@edgescape Only 1% of CDM's portfolio is in technology stocks, so while Karl says he holds Meta (NASDAQ: META), it can't be much.
Meta falls into the US subsector of "Social Technology" within the broader "Technology" (or "IT") sector, so I can't imagine Karl is classifying them as a "Communications" company - they have to be within that 1% of his portfolio that is in Tech, and even if ALL of that 1% was just Meta exposure, that's still just 1% of the portfolio, so if Meta was to double in price, it could only have a maximum +1% impact on CDM's performance. As you say, I wouldn't be trying to get exposure to Meta through CDM, best to go direct or to hold an ETF that holds the Magnificent 7, as you say.
Also, his commentary for July said that Meta and Netflix were among the largest detractors in terms of portfolio performance, so those companies helped drag CDM's performance back towards that +0.1% NTA movement that he recorded for July, which is not surprising considering the Crowdstrike outage impacted sentiment around the Tech sector in the US during July. What Karl used to do, back in the day, like 8 to 10 years ago, was scale into positions (adding as they rose) and then sell out if they dropped by 5% or more - although that 5% figure did get changed to a few different numbers I think. That strategy helped him in his first 8 years particularly when markets were relatively calm, but he did complain a while ago (during the past 10 years) that the excessive market volatility with share prices "whipsawing" up and down was shaking him out of positions that bounced back almost immediately after he sold. He admitted at the time that the strategy that had been serving him well in his earlier years was no longer working. He blamed the markets, but the read-through was that he needed to change his strategy. I don't know however if he still sells out of stocks when they fall by a certain amount, like a stop-loss. If so, perhaps he held more Meta and then sold down or out because they fell so much in July and then he ended the month holding either none or not much of the company's shares.
That's the problem - he gives commentary on what hurt or helped him DURING the month, but gives very little in the way of an end-of-month top-10-holdings list. No details of stocks sold out of the portfolio or added to the portfolio, just what hurt him and what performed relatively well (9 companies only) - the only company he was talking up appeared to be Resolute Mining (RSG), the absolutely worst performing ASX-listed West African gold miner by a country mile - RSG's one year chart looks reasonable but the real story (in terms of longer term TSRs) is in their 5 year and 10 year charts; they've come down a long way, so they have plenty of ground to make up, and they're in a very tough part of the world to do it in. I did recently add Perseus (PRU) to my SMSF - breaking my own no-West-African-gold-miners rule, but you'd have to invent a new and truly diabolical type of torture to make me invest in RSG.
Anyway, just thought I'd mention, if Karl hasn't already exited Meta, i.e. if he still DOES hold Meta, it's no more than 1% of the CDM portfolio, according to his end-of-July sector chart above.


[PROBLEM STATEMENT]
Leave every image out, and return the rest of the data word for word.

** Opening INPUT DATA block **

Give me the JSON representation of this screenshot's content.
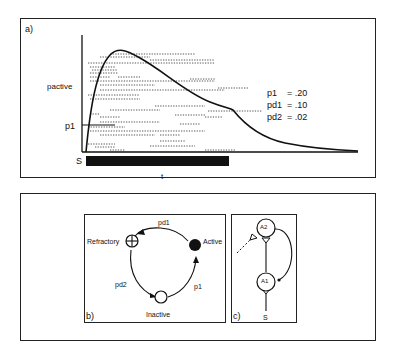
{
  "panel_a": {
    "label": "a)",
    "y_label": "pactive",
    "p1_label": "p1",
    "stimulus_label": "S",
    "time_label": "t",
    "legend": [
      {
        "name": "p1",
        "value": "= .20"
      },
      {
        "name": "pd1",
        "value": "= .10"
      },
      {
        "name": "pd2",
        "value": "= .02"
      }
    ]
  },
  "panel_b": {
    "label": "b)",
    "states": {
      "refractory": "Refractory",
      "active": "Active",
      "inactive": "Inactive"
    },
    "transitions": {
      "active_to_refractory": "pd1",
      "refractory_to_inactive": "pd2",
      "inactive_to_active": "p1"
    }
  },
  "panel_c": {
    "label": "c)",
    "node_top": "A2",
    "node_bottom": "A1",
    "input_label": "S"
  },
  "colors": {
    "ink": "#111111",
    "background": "#ffffff",
    "raster": "#555555"
  }
}
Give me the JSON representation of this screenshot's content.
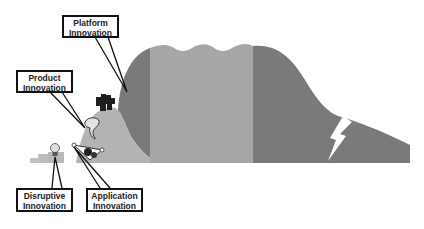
{
  "diagram": {
    "type": "innovation-lifecycle-mountain",
    "colors": {
      "dark_band": "#7a7a7a",
      "light_band": "#a6a6a6",
      "foothill": "#b3b3b3",
      "outline": "#111111",
      "background": "#ffffff"
    },
    "callouts": [
      {
        "id": "platform",
        "line1": "Platform",
        "line2": "Innovation"
      },
      {
        "id": "product",
        "line1": "Product",
        "line2": "Innovation"
      },
      {
        "id": "disruptive",
        "line1": "Disruptive",
        "line2": "Innovation"
      },
      {
        "id": "application",
        "line1": "Application",
        "line2": "Innovation"
      }
    ],
    "icons": [
      "lightbulb-icon",
      "app-cluster-icon",
      "product-icon",
      "platform-blocks-icon",
      "lightning-crack-icon"
    ]
  }
}
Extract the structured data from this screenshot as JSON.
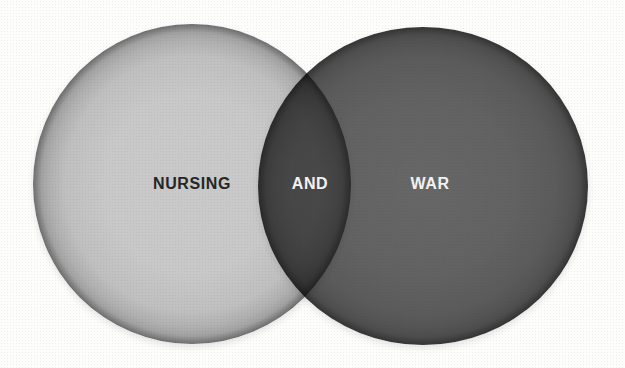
{
  "page": {
    "background_color": "#fdfdfc"
  },
  "venn": {
    "type": "venn-2-set",
    "sets": [
      {
        "id": "nursing",
        "label": "NURSING",
        "fill_color": "#c7c7c7",
        "label_color": "#262626"
      },
      {
        "id": "war",
        "label": "WAR",
        "fill_color": "#5f5f5f",
        "label_color": "#f4f4f4"
      }
    ],
    "intersection": {
      "label": "AND",
      "fill_color": "#494949",
      "label_color": "#f4f4f4"
    }
  }
}
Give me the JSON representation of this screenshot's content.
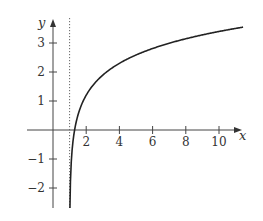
{
  "chart_data": {
    "type": "line",
    "title": "",
    "xlabel": "x",
    "ylabel": "y",
    "xlim": [
      -1.5,
      11.8
    ],
    "ylim": [
      -2.7,
      3.8
    ],
    "x_ticks": [
      2,
      4,
      6,
      8,
      10
    ],
    "x_tick_labels": [
      "2",
      "4",
      "6",
      "8",
      "10"
    ],
    "y_ticks": [
      -2,
      -1,
      1,
      2,
      3
    ],
    "y_tick_labels": [
      "−2",
      "−1",
      "1",
      "2",
      "3"
    ],
    "grid": false,
    "asymptote": {
      "x": 1,
      "style": "dotted"
    },
    "series": [
      {
        "name": "curve",
        "x": [
          1.01,
          1.05,
          1.1,
          1.2,
          1.3,
          1.5,
          2,
          3,
          4,
          5,
          6,
          7,
          8,
          9,
          10,
          11.5
        ],
        "y": [
          -2.6,
          -1.8,
          -1.1,
          -0.4,
          0.0,
          0.5,
          1.2,
          1.9,
          2.3,
          2.6,
          2.8,
          3.0,
          3.15,
          3.28,
          3.4,
          3.55
        ]
      }
    ]
  }
}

** Closing INPUT DATA block **

[RESPONSE TO THE EXERCISE]
Give me the JSON representation of this screenshot's content.
{
  "panel_a": {
    "label": "a)",
    "y_label": "pactive",
    "p1_label": "p1",
    "stimulus_label": "S",
    "time_label": "t",
    "legend": [
      {
        "name": "p1",
        "value": "= .20"
      },
      {
        "name": "pd1",
        "value": "= .10"
      },
      {
        "name": "pd2",
        "value": "= .02"
      }
    ]
  },
  "panel_b": {
    "label": "b)",
    "states": {
      "refractory": "Refractory",
      "active": "Active",
      "inactive": "Inactive"
    },
    "transitions": {
      "active_to_refractory": "pd1",
      "refractory_to_inactive": "pd2",
      "inactive_to_active": "p1"
    }
  },
  "panel_c": {
    "label": "c)",
    "node_top": "A2",
    "node_bottom": "A1",
    "input_label": "S"
  },
  "colors": {
    "ink": "#111111",
    "background": "#ffffff",
    "raster": "#555555"
  }
}
Give me the JSON representation of this screenshot's content.
{
  "diagram": {
    "type": "innovation-lifecycle-mountain",
    "colors": {
      "dark_band": "#7a7a7a",
      "light_band": "#a6a6a6",
      "foothill": "#b3b3b3",
      "outline": "#111111",
      "background": "#ffffff"
    },
    "callouts": [
      {
        "id": "platform",
        "line1": "Platform",
        "line2": "Innovation"
      },
      {
        "id": "product",
        "line1": "Product",
        "line2": "Innovation"
      },
      {
        "id": "disruptive",
        "line1": "Disruptive",
        "line2": "Innovation"
      },
      {
        "id": "application",
        "line1": "Application",
        "line2": "Innovation"
      }
    ],
    "icons": [
      "lightbulb-icon",
      "app-cluster-icon",
      "product-icon",
      "platform-blocks-icon",
      "lightning-crack-icon"
    ]
  }
}
Extract the structured data from this screenshot as JSON.
{
  "page": {
    "background_color": "#fdfdfc"
  },
  "venn": {
    "type": "venn-2-set",
    "sets": [
      {
        "id": "nursing",
        "label": "NURSING",
        "fill_color": "#c7c7c7",
        "label_color": "#262626"
      },
      {
        "id": "war",
        "label": "WAR",
        "fill_color": "#5f5f5f",
        "label_color": "#f4f4f4"
      }
    ],
    "intersection": {
      "label": "AND",
      "fill_color": "#494949",
      "label_color": "#f4f4f4"
    }
  }
}
Give me the JSON representation of this screenshot's content.
{
  "chart_data": {
    "type": "line",
    "title": "",
    "xlabel": "x",
    "ylabel": "y",
    "xlim": [
      -1.5,
      11.8
    ],
    "ylim": [
      -2.7,
      3.8
    ],
    "x_ticks": [
      2,
      4,
      6,
      8,
      10
    ],
    "x_tick_labels": [
      "2",
      "4",
      "6",
      "8",
      "10"
    ],
    "y_ticks": [
      -2,
      -1,
      1,
      2,
      3
    ],
    "y_tick_labels": [
      "−2",
      "−1",
      "1",
      "2",
      "3"
    ],
    "grid": false,
    "asymptote": {
      "x": 1,
      "style": "dotted"
    },
    "series": [
      {
        "name": "curve",
        "x": [
          1.01,
          1.05,
          1.1,
          1.2,
          1.3,
          1.5,
          2,
          3,
          4,
          5,
          6,
          7,
          8,
          9,
          10,
          11.5
        ],
        "y": [
          -2.6,
          -1.8,
          -1.1,
          -0.4,
          0.0,
          0.5,
          1.2,
          1.9,
          2.3,
          2.6,
          2.8,
          3.0,
          3.15,
          3.28,
          3.4,
          3.55
        ]
      }
    ]
  }
}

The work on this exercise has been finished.